I was shocked to read on Lib Dem Voice that Nick Clegg has asked David Laws to lead the negotiations for the Lib Dems on party funding. I simply can’t imagine anyone worse placed to do so.
Leaving aside the obvious questions around the man’s honesty, his positioning and history are completely wrong for the job. Return him to cabinet in a reshuffle if you want. The Tories would be thrilled. They’ve always seen him as “one of them” even trying to recruit him as far back as 2000.
But Labour neither like nor trust him, and with good reason.
We don’t like him because of his lack of empathy. The fact of the sheer glee he took, when being the first Lib Dem front man to wield the knife. As he announced numbers that we knew meant job cuts, worsened and damaged life, he was grinning like a kiddie who’d found the keys to the sweet shop. Frankly, we found it unseemly. Earlier in the week the scandal over his expenses broke, he had busied himself fussing over the cost of pot plants in his department, despite evidence they improve productivity. His governmental persona was set. No wonder ConHome polls had him scoring higher than some Tories.
All of which wouldn’t matter one jot if he were being appointed to a cabinet post. The opposition don’t need to like government Ministers.
But when it comes to cross-party talks, a very different type of person is needed: one that all sides can sit down with and at the least trust. Laws fails this very basic test for two key reasons.
Firstly, he’s already been involved in a high-profile negotiation. We know every detail of his heavily slanted, deeply biased take on that. He published it. Why on Earth would Labour open up and have the kind of honest conversations that will be essential to a proper negotiation around these sensitive issues to someone who can be reasonable expected to be looking for his next book deal – looking for the juicy story, not the moment of compromise? Putting such a person around the negotiating table is the clearest sign that Clegg has no interest in these talks actually getting anywhere.
So what are they for?
Well here we come to the second reason Laws is an odd choice for a negotiator: he’s hardly seen as equidistant.
There are Lib Dems who wouldn’t be a good choice, because the Tories don’t like them enough. Charles Kennedy for example has made his discomfort with the coalition semi-public. That would make him just as much the wrong person as Laws, even though Labour like him far better. On the other hand, there are MPs like Tim Farron who has made a point of viciously attacking Labour and the Tories in equal measure. He’s a fierce Lib Dem triballist – which is ok. In his position as Party President, he might have been in an ideal position to lead the Libs in these negotiations.
So what is Nick Clegg playing at? Well politics mostly. No one is expecting a great deal from these negotiations. They aren’t expected to achieve anything but the most incremental of changes. They will kick the difficult issue of state funding into the long grass. The stalemate on union funding and large donors will remain.
But Clegg is supposed to be restarting his differentiation strategy again, it having spluttered slowly to life with a few easily forgotten speeches over the last couple of months. If his MPs start to actually show a bit more freedom of thought and action (especially on issues not covered in the Coalition Agreement) he’ll need some red meat to throw to his Tory buddies.
What better than a manufactured row with Labour over their closeness to the unions (something about which we are rightly proud)? Who better to create that fake row than David Laws – who managed it so successfully before?
So maybe I’m wrong. For the sneaky job Clegg may really want done, there may well be no one better for the job than Laws.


_Try it_
Every word of the data below has to be copied faithfully.
### Listed entries
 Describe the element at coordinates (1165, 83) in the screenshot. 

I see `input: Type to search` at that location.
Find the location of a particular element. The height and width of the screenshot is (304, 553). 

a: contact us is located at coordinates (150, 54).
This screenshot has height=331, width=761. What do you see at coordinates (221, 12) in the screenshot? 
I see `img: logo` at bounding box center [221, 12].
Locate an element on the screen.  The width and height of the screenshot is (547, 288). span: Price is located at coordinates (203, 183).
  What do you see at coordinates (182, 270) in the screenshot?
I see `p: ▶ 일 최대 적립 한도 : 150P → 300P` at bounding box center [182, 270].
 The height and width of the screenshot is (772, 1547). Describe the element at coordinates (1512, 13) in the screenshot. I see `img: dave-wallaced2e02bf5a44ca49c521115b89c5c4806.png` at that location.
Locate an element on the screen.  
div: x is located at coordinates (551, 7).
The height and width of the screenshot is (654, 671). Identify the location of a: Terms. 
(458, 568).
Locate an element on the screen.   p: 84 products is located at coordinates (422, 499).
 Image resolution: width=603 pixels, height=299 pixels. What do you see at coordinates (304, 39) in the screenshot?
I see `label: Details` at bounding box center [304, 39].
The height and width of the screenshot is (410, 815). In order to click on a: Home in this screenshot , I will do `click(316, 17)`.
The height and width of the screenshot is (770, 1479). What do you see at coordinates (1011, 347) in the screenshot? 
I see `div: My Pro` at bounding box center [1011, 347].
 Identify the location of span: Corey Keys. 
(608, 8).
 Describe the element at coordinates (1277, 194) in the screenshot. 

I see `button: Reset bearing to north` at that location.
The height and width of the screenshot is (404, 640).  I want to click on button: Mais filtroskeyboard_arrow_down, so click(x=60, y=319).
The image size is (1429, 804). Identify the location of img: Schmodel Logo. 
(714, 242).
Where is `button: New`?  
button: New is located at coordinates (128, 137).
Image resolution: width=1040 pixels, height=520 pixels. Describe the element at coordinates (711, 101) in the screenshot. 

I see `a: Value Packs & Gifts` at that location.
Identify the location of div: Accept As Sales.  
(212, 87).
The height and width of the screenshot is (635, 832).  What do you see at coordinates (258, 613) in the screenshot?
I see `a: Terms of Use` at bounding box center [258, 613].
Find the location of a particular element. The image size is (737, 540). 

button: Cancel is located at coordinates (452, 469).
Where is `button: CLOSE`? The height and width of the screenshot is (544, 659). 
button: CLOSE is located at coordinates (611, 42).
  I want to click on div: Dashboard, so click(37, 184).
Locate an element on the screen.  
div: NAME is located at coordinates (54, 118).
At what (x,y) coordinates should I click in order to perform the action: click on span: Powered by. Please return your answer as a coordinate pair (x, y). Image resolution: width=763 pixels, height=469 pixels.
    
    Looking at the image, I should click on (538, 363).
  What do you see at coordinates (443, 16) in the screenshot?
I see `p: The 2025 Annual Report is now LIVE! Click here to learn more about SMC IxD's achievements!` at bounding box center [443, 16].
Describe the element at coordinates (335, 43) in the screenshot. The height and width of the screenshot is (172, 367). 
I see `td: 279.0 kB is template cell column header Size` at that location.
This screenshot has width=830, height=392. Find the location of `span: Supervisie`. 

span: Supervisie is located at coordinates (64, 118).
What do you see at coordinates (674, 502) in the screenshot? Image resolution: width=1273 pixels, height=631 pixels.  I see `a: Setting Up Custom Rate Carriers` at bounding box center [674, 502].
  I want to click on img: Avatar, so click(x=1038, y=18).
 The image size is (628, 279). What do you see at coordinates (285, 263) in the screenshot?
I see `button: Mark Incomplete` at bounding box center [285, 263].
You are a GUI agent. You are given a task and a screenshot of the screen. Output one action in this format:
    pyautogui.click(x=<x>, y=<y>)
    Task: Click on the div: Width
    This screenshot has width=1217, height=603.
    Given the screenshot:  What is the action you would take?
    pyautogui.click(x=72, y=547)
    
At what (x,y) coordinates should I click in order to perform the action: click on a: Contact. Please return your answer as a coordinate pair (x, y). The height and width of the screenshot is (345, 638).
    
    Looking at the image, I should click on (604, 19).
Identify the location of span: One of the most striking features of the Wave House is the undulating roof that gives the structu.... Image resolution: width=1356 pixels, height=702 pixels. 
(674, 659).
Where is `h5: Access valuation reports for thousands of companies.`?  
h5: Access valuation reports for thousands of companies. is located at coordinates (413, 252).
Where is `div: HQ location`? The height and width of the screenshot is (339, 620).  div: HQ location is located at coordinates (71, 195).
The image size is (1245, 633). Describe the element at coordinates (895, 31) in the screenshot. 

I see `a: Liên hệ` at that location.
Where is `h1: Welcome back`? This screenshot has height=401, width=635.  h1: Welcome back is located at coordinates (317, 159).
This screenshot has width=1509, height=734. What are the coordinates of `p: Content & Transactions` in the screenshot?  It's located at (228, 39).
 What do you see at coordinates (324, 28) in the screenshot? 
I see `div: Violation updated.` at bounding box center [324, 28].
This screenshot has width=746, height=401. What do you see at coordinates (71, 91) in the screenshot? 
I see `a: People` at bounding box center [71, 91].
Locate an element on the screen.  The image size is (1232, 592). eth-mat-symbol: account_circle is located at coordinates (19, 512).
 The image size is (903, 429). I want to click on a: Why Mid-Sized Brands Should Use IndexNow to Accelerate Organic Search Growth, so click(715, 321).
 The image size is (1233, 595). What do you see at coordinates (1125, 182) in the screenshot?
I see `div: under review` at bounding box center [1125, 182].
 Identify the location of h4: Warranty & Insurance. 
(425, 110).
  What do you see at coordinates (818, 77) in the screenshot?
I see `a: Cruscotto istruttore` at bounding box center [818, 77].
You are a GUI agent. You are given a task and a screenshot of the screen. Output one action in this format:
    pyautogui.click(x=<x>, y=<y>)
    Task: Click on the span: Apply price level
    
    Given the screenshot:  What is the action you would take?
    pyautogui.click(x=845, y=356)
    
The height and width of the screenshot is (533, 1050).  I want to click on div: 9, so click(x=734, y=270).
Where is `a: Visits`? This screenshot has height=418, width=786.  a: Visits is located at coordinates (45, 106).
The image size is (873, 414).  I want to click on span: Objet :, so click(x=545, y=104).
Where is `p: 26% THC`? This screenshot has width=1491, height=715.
######
_Problem solution_
 Describe the element at coordinates (1165, 83) in the screenshot. 

I see `input: Type to search` at that location.
Find the location of a particular element. The height and width of the screenshot is (304, 553). 

a: contact us is located at coordinates (150, 54).
This screenshot has height=331, width=761. What do you see at coordinates (221, 12) in the screenshot? 
I see `img: logo` at bounding box center [221, 12].
Locate an element on the screen.  The width and height of the screenshot is (547, 288). span: Price is located at coordinates (203, 183).
  What do you see at coordinates (182, 270) in the screenshot?
I see `p: ▶ 일 최대 적립 한도 : 150P → 300P` at bounding box center [182, 270].
 The height and width of the screenshot is (772, 1547). Describe the element at coordinates (1512, 13) in the screenshot. I see `img: dave-wallaced2e02bf5a44ca49c521115b89c5c4806.png` at that location.
Locate an element on the screen.  
div: x is located at coordinates (551, 7).
The height and width of the screenshot is (654, 671). Identify the location of a: Terms. 
(458, 568).
Locate an element on the screen.   p: 84 products is located at coordinates (422, 499).
 Image resolution: width=603 pixels, height=299 pixels. What do you see at coordinates (304, 39) in the screenshot?
I see `label: Details` at bounding box center [304, 39].
The height and width of the screenshot is (410, 815). In order to click on a: Home in this screenshot , I will do `click(316, 17)`.
The height and width of the screenshot is (770, 1479). What do you see at coordinates (1011, 347) in the screenshot? 
I see `div: My Pro` at bounding box center [1011, 347].
 Identify the location of span: Corey Keys. 
(608, 8).
 Describe the element at coordinates (1277, 194) in the screenshot. 

I see `button: Reset bearing to north` at that location.
The height and width of the screenshot is (404, 640).  I want to click on button: Mais filtroskeyboard_arrow_down, so click(x=60, y=319).
The image size is (1429, 804). Identify the location of img: Schmodel Logo. 
(714, 242).
Where is `button: New`?  
button: New is located at coordinates (128, 137).
Image resolution: width=1040 pixels, height=520 pixels. Describe the element at coordinates (711, 101) in the screenshot. 

I see `a: Value Packs & Gifts` at that location.
Identify the location of div: Accept As Sales.  
(212, 87).
The height and width of the screenshot is (635, 832).  What do you see at coordinates (258, 613) in the screenshot?
I see `a: Terms of Use` at bounding box center [258, 613].
Find the location of a particular element. The image size is (737, 540). 

button: Cancel is located at coordinates (452, 469).
Where is `button: CLOSE`? The height and width of the screenshot is (544, 659). 
button: CLOSE is located at coordinates (611, 42).
  I want to click on div: Dashboard, so click(37, 184).
Locate an element on the screen.  
div: NAME is located at coordinates (54, 118).
At what (x,y) coordinates should I click in order to perform the action: click on span: Powered by. Please return your answer as a coordinate pair (x, y). Image resolution: width=763 pixels, height=469 pixels.
    
    Looking at the image, I should click on (538, 363).
  What do you see at coordinates (443, 16) in the screenshot?
I see `p: The 2025 Annual Report is now LIVE! Click here to learn more about SMC IxD's achievements!` at bounding box center [443, 16].
Describe the element at coordinates (335, 43) in the screenshot. The height and width of the screenshot is (172, 367). 
I see `td: 279.0 kB is template cell column header Size` at that location.
This screenshot has width=830, height=392. Find the location of `span: Supervisie`. 

span: Supervisie is located at coordinates (64, 118).
What do you see at coordinates (674, 502) in the screenshot? Image resolution: width=1273 pixels, height=631 pixels.  I see `a: Setting Up Custom Rate Carriers` at bounding box center [674, 502].
  I want to click on img: Avatar, so click(x=1038, y=18).
 The image size is (628, 279). What do you see at coordinates (285, 263) in the screenshot?
I see `button: Mark Incomplete` at bounding box center [285, 263].
You are a GUI agent. You are given a task and a screenshot of the screen. Output one action in this format:
    pyautogui.click(x=<x>, y=<y>)
    Task: Click on the div: Width
    This screenshot has width=1217, height=603.
    Given the screenshot:  What is the action you would take?
    pyautogui.click(x=72, y=547)
    
At what (x,y) coordinates should I click in order to perform the action: click on a: Contact. Please return your answer as a coordinate pair (x, y). The height and width of the screenshot is (345, 638).
    
    Looking at the image, I should click on (604, 19).
Identify the location of span: One of the most striking features of the Wave House is the undulating roof that gives the structu.... Image resolution: width=1356 pixels, height=702 pixels. 
(674, 659).
Where is `h5: Access valuation reports for thousands of companies.`?  
h5: Access valuation reports for thousands of companies. is located at coordinates (413, 252).
Where is `div: HQ location`? The height and width of the screenshot is (339, 620).  div: HQ location is located at coordinates (71, 195).
The image size is (1245, 633). Describe the element at coordinates (895, 31) in the screenshot. 

I see `a: Liên hệ` at that location.
Where is `h1: Welcome back`? This screenshot has height=401, width=635.  h1: Welcome back is located at coordinates (317, 159).
This screenshot has width=1509, height=734. What are the coordinates of `p: Content & Transactions` in the screenshot?  It's located at (228, 39).
 What do you see at coordinates (324, 28) in the screenshot? 
I see `div: Violation updated.` at bounding box center [324, 28].
This screenshot has width=746, height=401. What do you see at coordinates (71, 91) in the screenshot? 
I see `a: People` at bounding box center [71, 91].
Locate an element on the screen.  The image size is (1232, 592). eth-mat-symbol: account_circle is located at coordinates (19, 512).
 The image size is (903, 429). I want to click on a: Why Mid-Sized Brands Should Use IndexNow to Accelerate Organic Search Growth, so click(715, 321).
 The image size is (1233, 595). What do you see at coordinates (1125, 182) in the screenshot?
I see `div: under review` at bounding box center [1125, 182].
 Identify the location of h4: Warranty & Insurance. 
(425, 110).
  What do you see at coordinates (818, 77) in the screenshot?
I see `a: Cruscotto istruttore` at bounding box center [818, 77].
You are a GUI agent. You are given a task and a screenshot of the screen. Output one action in this format:
    pyautogui.click(x=<x>, y=<y>)
    Task: Click on the span: Apply price level
    
    Given the screenshot:  What is the action you would take?
    pyautogui.click(x=845, y=356)
    
The height and width of the screenshot is (533, 1050).  I want to click on div: 9, so click(x=734, y=270).
Where is `a: Visits`? This screenshot has height=418, width=786.  a: Visits is located at coordinates (45, 106).
The image size is (873, 414).  I want to click on span: Objet :, so click(x=545, y=104).
Where is `p: 26% THC`? This screenshot has width=1491, height=715.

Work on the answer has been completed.